By Lauren Otis
Organizers of a forum seeking public support for efforts to press Princeton University to pay more in property taxes are pleased and ready to set strategies for the campaign’s next step.
”We thought the meeting went very well,” said Township Committeewoman Sue Nemeth, a founding member of Princeton Citizens for Tax Fairness. The group sponsored the Sunday event, attended by approximately 100 people.
”We were very pleased that the community came out, and a real cross-section of the community came out. That was important. We are proceeding as planned,” Ms. Nemeth said.
She said a planning meeting had been scheduled for the coming week, and task forces would be set up to deal with correspondence, communications and other issues going forward.
Robert Durkee, Princeton University vice president and secretary, said he regretted not being able to attend but he had a speaking engagement. Based on being briefed by university Director of Community and Regional Affairs Kristin Appelget, who did attend, and what he read, Mr. Durkee said he found it “very puzzling, this idea that somehow it’s been difficult to converse with us about these issues.”
When invited to participate, he and other university representatives “have been very receptive to having conversations about these issues in whatever ways the communities proposed to have them,” Mr. Durkee said, be it a public conversation at Borough Council or elsewhere, or private conversations with the mayors and other officials in Princeton Borough and Township.
”In the past 10 years our (annual) contribution to the borough has increased from $80,000 to now almost $1.2 million. That strikes me as being pretty responsive,” Mr. Durkee said.
In addition to its nearly $1.2 million payment to the borough, the university pays property taxes of approximately $7 million to both the borough and township. It does not make a payment in lieu of taxes to the township.
Mayor Mildred Trotman also cited strides made in university payments as a result of ongoing private conversations between herself, Borough Administrator Robert Bruschi and Mr. Durkee and Ms. Appelget, although “we didn’t get the kind of increases that I had anticipated, that I had hoped for, that I think we should get.”
”I have always felt that the university wasn’t paying their fair share and that hasn’t changed,” Mayor Trotman said.
Mayor Trotman said to truly compel the university to pay more would require action by the state legislature, something she has been in contact with Assemblyman Reed Gusciora, D-Princeton, about. Without legislation “you can’t force a tax-exempt institution to give up any more than they are willing to give,” she said.
Mayor Trotman said of the Sunday forum, which she attended, “I was there and I thought it was a great presentation, and I thought the presenters were great.”
Of statements made at the meeting by Councilman Roger Martindell that the negotiating process with the university should no longer be private but should include the public, Mayor Trotman said, “He has every right to believe they (the negotiations) should be more open. I’m not opposed to an open meeting.”
Ms. Appelget, in a letter to The Packet, said that Borough Councilman Kevin Wilkes spoke in error at the Sunday forum when he said the university had embarked on a 20-million-square-foot expansion over the next 10 to 15 years.
”In fact, the proposed amount was just over 2 million square feet, much of which (Whitman College, Lewis Library, Butler College dorms) have already been constructed or are almost completed,” Ms. Appelget wrote. “Because of the university’s current economic circumstances, most of the additional proposed construction is currently on hold, but even if it is all constructed it would still add up to only 2 million square feet, not 20.”
Mr. Durkee said at future forums on Princeton University’s contributions to surrounding communities he hoped the facts would be presented, and the university would have an opportunity to describe all it does for surrounding communities, both in financial payments and in other ways.
The economic problems encumbering the rest of the Princeton community haven’t bypassed the university, Mr. Durkee said. Under revised budget projections, the university has projected a 30 percent decrease in the value of its endowment by June 30, from a value of $16.3 billion in 2008 to $11.4 billion. A 7 percent cut in the university’s operating budget, amounting to $170 million over two years, was also announced recently by the university.
”People need to understand that our capability to contribute for the moment and for the foreseeable future is constrained by our own financial circumstances,” Mr. Durkee said. “That is another fact that needs to be taken into account.”
”I would certainly like to be going through some of the economic problems they have,” said Mayor Trotman.
Township Mayor Bernie Miller did not return calls seeking comment.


Exclude all pictures from your copy of the data below, which should otherwise match exactly.

--------------------

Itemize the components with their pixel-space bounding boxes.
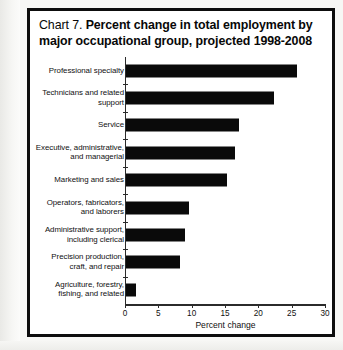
bar-track: [126, 229, 332, 242]
bar-row: Precision production, craft, and repair: [30, 249, 332, 276]
chart-title-number: Chart 7.: [39, 18, 82, 32]
bar-row: Service: [30, 112, 332, 139]
x-axis-tick-label: 30: [313, 309, 337, 318]
category-axis-tick: [123, 194, 128, 195]
bar-row: Marketing and sales: [30, 167, 332, 194]
scan-bottom-edge: [0, 341, 343, 350]
x-axis-tick: [158, 304, 159, 308]
category-axis-tick: [123, 139, 128, 140]
bar-track: [126, 146, 332, 159]
bar-track: [126, 283, 332, 296]
x-axis-tick-label: 20: [246, 309, 270, 318]
x-axis-tick: [292, 304, 293, 308]
x-axis-tick: [258, 304, 259, 308]
bar-track: [126, 256, 332, 269]
bar-row-label: Executive, administrative, and manageria…: [0, 143, 124, 162]
x-axis-tick-label: 25: [280, 309, 304, 318]
bar[interactable]: [126, 92, 274, 105]
bar[interactable]: [126, 256, 180, 269]
bar-row: Operators, fabricators, and laborers: [30, 194, 332, 221]
plot-area: Professional specialtyTechnicians and re…: [30, 55, 332, 333]
x-axis-tick: [225, 304, 226, 308]
bar-track: [126, 201, 332, 214]
category-axis-tick: [123, 112, 128, 113]
x-axis-tick-label: 5: [146, 309, 170, 318]
category-axis-tick: [123, 249, 128, 250]
x-axis-title: Percent change: [125, 320, 326, 330]
bar-row: Administrative support, including cleric…: [30, 221, 332, 248]
bar-row-label: Operators, fabricators, and laborers: [0, 198, 124, 217]
bar-row-label: Administrative support, including cleric…: [0, 225, 124, 244]
x-axis-tick-label: 10: [180, 309, 204, 318]
bar-row-label: Service: [0, 121, 124, 131]
page-canvas: Chart 7. Percent change in total employm…: [0, 0, 343, 350]
bar-row: Executive, administrative, and manageria…: [30, 139, 332, 166]
bar[interactable]: [126, 201, 189, 214]
category-axis-tick: [123, 222, 128, 223]
x-axis-tick-label: 15: [213, 309, 237, 318]
x-axis-tick: [192, 304, 193, 308]
chart-title: Chart 7. Percent change in total employm…: [39, 17, 327, 49]
category-axis-tick: [123, 277, 128, 278]
chart-title-line2: major occupational group, projected 1998…: [39, 34, 312, 48]
chart-title-line1: Percent change in total employment by: [86, 18, 313, 32]
bar-row-label: Marketing and sales: [0, 175, 124, 185]
chart-inner: Chart 7. Percent change in total employm…: [30, 11, 332, 334]
bar-row-label: Precision production, craft, and repair: [0, 253, 124, 272]
bar-track: [126, 64, 332, 77]
chart-frame: Chart 7. Percent change in total employm…: [27, 8, 335, 337]
x-axis-tick-label: 0: [113, 309, 137, 318]
bar-row: Agriculture, forestry, fishing, and rela…: [30, 276, 332, 303]
bar[interactable]: [126, 119, 239, 132]
bar-rows: Professional specialtyTechnicians and re…: [30, 57, 332, 304]
bar-track: [126, 119, 332, 132]
bar-row: Professional specialty: [30, 57, 332, 84]
bar-track: [126, 92, 332, 105]
bar-row-label: Agriculture, forestry, fishing, and rela…: [0, 280, 124, 299]
category-axis-tick: [123, 167, 128, 168]
bar-row: Technicians and related support: [30, 84, 332, 111]
bar-track: [126, 174, 332, 187]
bar[interactable]: [126, 64, 297, 77]
bar-row-label: Technicians and related support: [0, 88, 124, 107]
x-axis-tick: [125, 304, 126, 308]
bar[interactable]: [126, 174, 227, 187]
bar-row-label: Professional specialty: [0, 66, 124, 76]
x-axis-tick: [325, 304, 326, 308]
bar[interactable]: [126, 146, 235, 159]
bar[interactable]: [126, 229, 185, 242]
category-axis-tick: [123, 84, 128, 85]
bar[interactable]: [126, 283, 136, 296]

--------------------

**TASK RESPONSE:**
Itemize the components with their pixel-space bounding boxes.
bar-track: [126, 229, 332, 242]
bar-row: Precision production, craft, and repair: [30, 249, 332, 276]
chart-title-number: Chart 7.: [39, 18, 82, 32]
bar-row: Service: [30, 112, 332, 139]
x-axis-tick-label: 30: [313, 309, 337, 318]
category-axis-tick: [123, 194, 128, 195]
bar-row: Marketing and sales: [30, 167, 332, 194]
scan-bottom-edge: [0, 341, 343, 350]
x-axis-tick: [158, 304, 159, 308]
category-axis-tick: [123, 139, 128, 140]
bar-track: [126, 146, 332, 159]
bar-track: [126, 283, 332, 296]
x-axis-tick-label: 20: [246, 309, 270, 318]
x-axis-tick: [292, 304, 293, 308]
x-axis-tick: [258, 304, 259, 308]
bar-track: [126, 256, 332, 269]
bar-row-label: Executive, administrative, and manageria…: [0, 143, 124, 162]
x-axis-tick-label: 25: [280, 309, 304, 318]
bar[interactable]: [126, 92, 274, 105]
bar[interactable]: [126, 256, 180, 269]
bar-row: Operators, fabricators, and laborers: [30, 194, 332, 221]
plot-area: Professional specialtyTechnicians and re…: [30, 55, 332, 333]
x-axis-tick: [225, 304, 226, 308]
bar-track: [126, 201, 332, 214]
category-axis-tick: [123, 112, 128, 113]
x-axis-tick-label: 5: [146, 309, 170, 318]
category-axis-tick: [123, 249, 128, 250]
x-axis-title: Percent change: [125, 320, 326, 330]
bar-row: Administrative support, including cleric…: [30, 221, 332, 248]
bar-row-label: Operators, fabricators, and laborers: [0, 198, 124, 217]
bar-row-label: Administrative support, including cleric…: [0, 225, 124, 244]
x-axis-tick-label: 10: [180, 309, 204, 318]
bar-row-label: Service: [0, 121, 124, 131]
page-canvas: Chart 7. Percent change in total employm…: [0, 0, 343, 350]
bar-row: Executive, administrative, and manageria…: [30, 139, 332, 166]
bar[interactable]: [126, 201, 189, 214]
category-axis-tick: [123, 222, 128, 223]
x-axis-tick-label: 15: [213, 309, 237, 318]
x-axis-tick: [192, 304, 193, 308]
chart-title: Chart 7. Percent change in total employm…: [39, 17, 327, 49]
category-axis-tick: [123, 277, 128, 278]
chart-title-line2: major occupational group, projected 1998…: [39, 34, 312, 48]
chart-title-line1: Percent change in total employment by: [86, 18, 313, 32]
bar-row-label: Marketing and sales: [0, 175, 124, 185]
chart-inner: Chart 7. Percent change in total employm…: [30, 11, 332, 334]
bar-row-label: Precision production, craft, and repair: [0, 253, 124, 272]
bar-track: [126, 64, 332, 77]
chart-frame: Chart 7. Percent change in total employm…: [27, 8, 335, 337]
x-axis-tick-label: 0: [113, 309, 137, 318]
bar-row: Agriculture, forestry, fishing, and rela…: [30, 276, 332, 303]
bar[interactable]: [126, 119, 239, 132]
bar-rows: Professional specialtyTechnicians and re…: [30, 57, 332, 304]
bar-track: [126, 119, 332, 132]
bar-row: Professional specialty: [30, 57, 332, 84]
bar-track: [126, 92, 332, 105]
bar-row-label: Agriculture, forestry, fishing, and rela…: [0, 280, 124, 299]
category-axis-tick: [123, 167, 128, 168]
bar-row: Technicians and related support: [30, 84, 332, 111]
bar-track: [126, 174, 332, 187]
bar[interactable]: [126, 64, 297, 77]
bar-row-label: Technicians and related support: [0, 88, 124, 107]
x-axis-tick: [125, 304, 126, 308]
bar[interactable]: [126, 174, 227, 187]
bar-row-label: Professional specialty: [0, 66, 124, 76]
x-axis-tick: [325, 304, 326, 308]
bar[interactable]: [126, 146, 235, 159]
bar[interactable]: [126, 229, 185, 242]
category-axis-tick: [123, 84, 128, 85]
bar[interactable]: [126, 283, 136, 296]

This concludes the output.